It is interesting to note how many artists have had physical problems to overcome, deformities, lameness, terrible loneliness. Could Beethoven have written the glorious paean of praise in the Ninth Symphony if he had not had to endure the dark closing in of deafness? As I look through his work chronologically, there's no denying that it deepens and strengthens along with the deafness. Could Milton have seen all that he sees in Paradise Lost
if he had not been blind? It is chastening to realize that those who have no physical flaw, who move through life in step with their peers, who are bright and beautiful, seldom become artists. The unending paradox is that we learn through pain.
My mother's long life had more than its fair share of pain and tragedy. One time, after something difficult had happened, one of her childhood friends came to give comfort and help. Instead of which, she burst into tears and sobbed out, "I envy you! I envy you! You've had a terrible life but you've lived!"
I look back at my mother's life and I see suffering deepening and strengthening it. In some people I have also seen it destroy. Pain is not always creative; received wrongly, it can lead to alcoholism and madness and suicide. Nevertheless, without it we do not grow.
Madeleine L'Engle, Walking on Water: Reflections on Faith & Art
3 comments:
One of my favorite books (shocking, I know). Thanks for reminding me of that passage.
if you asked the artist, i wonder if they would say the trade off was worth the pain.
sometimes i find myself telling god i will go through anything to be the best version of myself. rather, i want to be expanded to be better than the best current version of myself. i can be in a place of 'bring on the pain' because i know there is beauty on the other side.
but other times i think there is something to be said for comfort and stability and routine. for life not feeling like a roller coaster. would milton have given up paradise lost for sight? it seems easy to understand the trade off in others pain when we benefit from the beauty and art, but harder when we have to sit in personal pain and own it without the tangible promise of Light.
working with bi-polar clients is a difficult task. they often do not want to take their meds because mania feels pretty damn good. of course the depression hits and life unravels, but the manic highs of productivity and creativity can't be matched. yet we would all agree that treatment is necessary because these highs are not worth the lows that always follow.
i guess the closing point of the quote you shared is that for some pain can deepen who we are, and for others it can destroy. i guess i don't get to choose whether or not i have pain in my life, but i can be a participant to make sure it takes me to deeper places. still... in this moment... i don't like it.
and there, paul, are my saturday evening thoughts.... thanks for sharing yours.
Diane, I appreciate the honest sharing. I, too, have at times been at that place of not appreciating the "opportunity to grow" that presents itself in a painful circumstance.
I think it's incredibly difficult to "receive" suffering in the way in which L'Engle suggests. But I do agree with her that the suffering/pain leads to growth and creativity.
I can attest to this from a personal as well as an artistic point of view. I have no idea if Milton would have given up what he had written in order to see--or if Beethoven would have in order to hear. I want to believe they would not have.
As an artist, there are moments in the creative process where one feels very close to Whole, and even if pain/suffering led to that point, I don't think the artist cares once there.
Also, looking back at something--6 months, 3 years, 10 years--seeing the beauty (if only in the artist's eye), and understanding the blood/sweat/tears that when into the creation have always been worth it for me.
But obviously I'm not blind, I'm not deaf, I'm not bi-polar. Perhaps I'd feel differently if I was.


[ABOUT THIS TASK]
Where does the string "SpatialSlicing" appear in the records? Copy each line that holds it.
--- INPUT ---
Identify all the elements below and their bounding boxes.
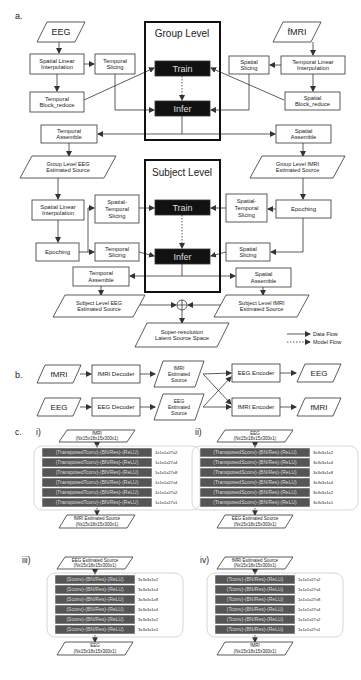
net-2-layer-2: (TransposedSconv)-(BN/Res)-(ReLU)	[200, 458, 310, 467]
svg-text:3x3x3x1x1: 3x3x3x1x1	[138, 627, 159, 632]
b-eeg-estimated-source: EEGEstimatedSource	[154, 394, 204, 420]
svg-text:(Nx15x18x15x300x1): (Nx15x18x15x300x1)	[234, 649, 277, 654]
subject-spatial-slicing-right-label: SpatialSlicing	[239, 246, 257, 259]
svg-text:(TransposedSconv)-(BN/Res)-(Re: (TransposedSconv)-(BN/Res)-(ReLU)	[213, 499, 297, 505]
net-4-layer-1: (Tconv)-(BN/Res)-(ReLU)	[215, 575, 295, 584]
net-2-kernel-4: 3x3x3x1x4	[313, 480, 334, 485]
svg-text:b.: b.	[15, 370, 23, 380]
net-1-layer-3: (TransposedTconv)-(BN/Res)-(ReLU)	[42, 468, 152, 477]
group-level-title: Group Level	[155, 28, 209, 39]
net-3-layer-2-label: (Sconv)-(BN/Res)-(ReLU)	[66, 586, 124, 592]
svg-text:1x1x1x27x8: 1x1x1x27x8	[298, 597, 321, 602]
svg-text:(Sconv)-(BN/Res)-(ReLU): (Sconv)-(BN/Res)-(ReLU)	[66, 576, 124, 582]
subject-spatial-linear-interp-left-label: Spatial LinearInterpolation	[40, 204, 76, 217]
svg-text:iv): iv)	[200, 555, 209, 565]
subject-spatial-temporal-slicing-left-label: Spatial-TemporalSlicing	[105, 199, 129, 218]
net-4-layer-5-label: (Tconv)-(BN/Res)-(ReLU)	[227, 616, 284, 622]
svg-text:Spatial Linear: Spatial Linear	[39, 58, 75, 64]
group-spatial-assemble: SpatialAssemble	[276, 125, 331, 143]
subject-eeg-estimated-source-label: Subject Level EEGEstimated Source	[76, 300, 122, 312]
svg-text:(TransposedTconv)-(BN/Res)-(Re: (TransposedTconv)-(BN/Res)-(ReLU)	[56, 459, 139, 465]
svg-text:fMRI: fMRI	[311, 403, 328, 412]
svg-text:Data Flow: Data Flow	[313, 331, 338, 337]
legend-data-flow: Data Flow	[313, 331, 338, 337]
net-3-layer-4-label: (Sconv)-(BN/Res)-(ReLU)	[66, 606, 124, 612]
svg-text:(Nx15x18x15x300x1): (Nx15x18x15x300x1)	[76, 522, 119, 527]
subject-epoching-right-label: Epoching	[291, 206, 316, 212]
svg-text:Spatial-: Spatial-	[237, 198, 257, 204]
net-1-kernel-2: 1x1x1x27x4	[155, 460, 178, 465]
net-4-layer-2-label: (Tconv)-(BN/Res)-(ReLU)	[227, 586, 284, 592]
net-iii-label: iii)	[22, 555, 31, 565]
svg-text:3x3x3x1x2: 3x3x3x1x2	[138, 617, 159, 622]
net-4-kernel-1: 1x1x1x27x2	[298, 577, 321, 582]
net-4-kernel-3: 1x1x1x27x8	[298, 597, 321, 602]
svg-text:3x3x3x1x4: 3x3x3x1x4	[313, 460, 334, 465]
svg-text:Super-resolution: Super-resolution	[161, 329, 204, 335]
net-1-output-label: fMRI Estimated Source(Nx15x18x15x300x1)	[74, 516, 121, 526]
net-2-layer-5: (TransposedSconv)-(BN/Res)-(ReLU)	[200, 488, 310, 497]
net-1-layer-1-label: (TransposedTconv)-(BN/Res)-(ReLU)	[56, 449, 139, 455]
group-train-block: Train	[155, 61, 210, 76]
net-4-layer-6: (Tconv)-(BN/Res)-(ReLU)	[215, 625, 295, 634]
net-4-kernel-5: 1x1x1x27x2	[298, 617, 321, 622]
svg-text:Subject Level: Subject Level	[152, 167, 212, 178]
net-2-output-label: EEG Estimated Source(Nx15x18x15x300x1)	[232, 516, 279, 526]
svg-text:Subject Level fMRI: Subject Level fMRI	[238, 300, 285, 306]
svg-text:Temporal: Temporal	[105, 246, 129, 252]
svg-text:Interpolation: Interpolation	[41, 64, 73, 70]
svg-text:Slicing: Slicing	[108, 213, 125, 219]
svg-text:(Tconv)-(BN/Res)-(ReLU): (Tconv)-(BN/Res)-(ReLU)	[227, 626, 284, 632]
net-1-layer-1: (TransposedTconv)-(BN/Res)-(ReLU)	[42, 448, 152, 457]
net-ii-label: ii)	[195, 427, 202, 437]
net-3-layer-3-label: (Sconv)-(BN/Res)-(ReLU)	[66, 596, 124, 602]
group-temporal-slicing-left: TemporalSlicing	[95, 54, 135, 74]
svg-text:Group Level EEG: Group Level EEG	[46, 161, 89, 167]
subject-spatial-temporal-slicing-right-label: Spatial-TemporalSlicing	[235, 198, 259, 217]
net-1-layer-6: (TransposedTconv)-(BN/Res)-(ReLU)	[42, 498, 152, 507]
svg-text:c.: c.	[15, 427, 22, 437]
svg-text:Estimated Source: Estimated Source	[77, 306, 120, 312]
svg-text:Assemble: Assemble	[251, 278, 276, 284]
subject-train-block: Train	[155, 200, 210, 215]
svg-text:Temporal: Temporal	[45, 96, 69, 102]
svg-text:Temporal: Temporal	[89, 270, 113, 276]
subject-temporal-assemble-label: TemporalAssemble	[88, 270, 113, 283]
svg-text:(TransposedTconv)-(BN/Res)-(Re: (TransposedTconv)-(BN/Res)-(ReLU)	[56, 489, 139, 495]
svg-text:3x3x3x1x8: 3x3x3x1x8	[313, 470, 334, 475]
net-4-layer-3-label: (Tconv)-(BN/Res)-(ReLU)	[227, 596, 284, 602]
net-2-kernel-2: 3x3x3x1x4	[313, 460, 334, 465]
b-eeg-decoder-label: EEG Decoder	[97, 404, 134, 410]
subject-epoching-left-label: Epoching	[45, 249, 70, 255]
svg-text:(Sconv)-(BN/Res)-(ReLU): (Sconv)-(BN/Res)-(ReLU)	[66, 586, 124, 592]
svg-text:3x3x3x1x4: 3x3x3x1x4	[313, 480, 334, 485]
svg-text:Assemble: Assemble	[56, 134, 81, 140]
net-4-layer-3: (Tconv)-(BN/Res)-(ReLU)	[215, 595, 295, 604]
diagram-canvas: a.Group LevelTrainInferEEGSpatial Linear…	[0, 0, 361, 680]
svg-text:Epoching: Epoching	[45, 249, 70, 255]
svg-text:1x1x1x27x2: 1x1x1x27x2	[298, 577, 321, 582]
subject-fmri-estimated-source: Subject Level fMRIEstimated Source	[214, 295, 309, 317]
group-spatial-slicing-right: SpatialSlicing	[229, 56, 269, 74]
subject-infer-block-label: Infer	[173, 252, 191, 262]
fusion-sum-node	[177, 300, 187, 310]
group-temporal-slicing-left-label: TemporalSlicing	[103, 58, 127, 71]
b-eeg-encoder: EEG Encoder	[232, 364, 280, 382]
svg-text:3x3x3x1x8: 3x3x3x1x8	[138, 597, 159, 602]
subject-spatial-slicing-right: SpatialSlicing	[226, 243, 270, 261]
svg-text:Block_reduce: Block_reduce	[295, 101, 330, 107]
net-2-layer-6-label: (TransposedSconv)-(BN/Res)-(ReLU)	[213, 499, 297, 505]
net-1-kernel-5: 1x1x1x27x2	[155, 490, 178, 495]
net-4-kernel-4: 1x1x1x27x4	[298, 607, 321, 612]
group-infer-block-label: Infer	[173, 104, 191, 114]
svg-text:(TransposedSconv)-(BN/Res)-(Re: (TransposedSconv)-(BN/Res)-(ReLU)	[213, 449, 297, 455]
net-iv-label: iv)	[200, 555, 209, 565]
net-1-output: fMRI Estimated Source(Nx15x18x15x300x1)	[59, 515, 135, 528]
net-1-input: fMRI(Nx15x18x15x300x1)	[59, 430, 135, 442]
net-3-layer-4: (Sconv)-(BN/Res)-(ReLU)	[55, 605, 135, 614]
group-temporal-block-reduce: TemporalBlock_reduce	[30, 92, 84, 112]
net-2-kernel-1: 3x3x3x1x2	[313, 450, 334, 455]
svg-text:3x3x3x1x2: 3x3x3x1x2	[138, 577, 159, 582]
svg-text:3x3x3x1x4: 3x3x3x1x4	[138, 587, 159, 592]
net-2-layer-4: (TransposedSconv)-(BN/Res)-(ReLU)	[200, 478, 310, 487]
---
[WRITTEN RESPONSE]
subject-spatial-slicing-right-label: SpatialSlicing	[239, 246, 257, 259]
group-spatial-slicing-right: SpatialSlicing	[229, 56, 269, 74]
subject-spatial-slicing-right: SpatialSlicing	[226, 243, 270, 261]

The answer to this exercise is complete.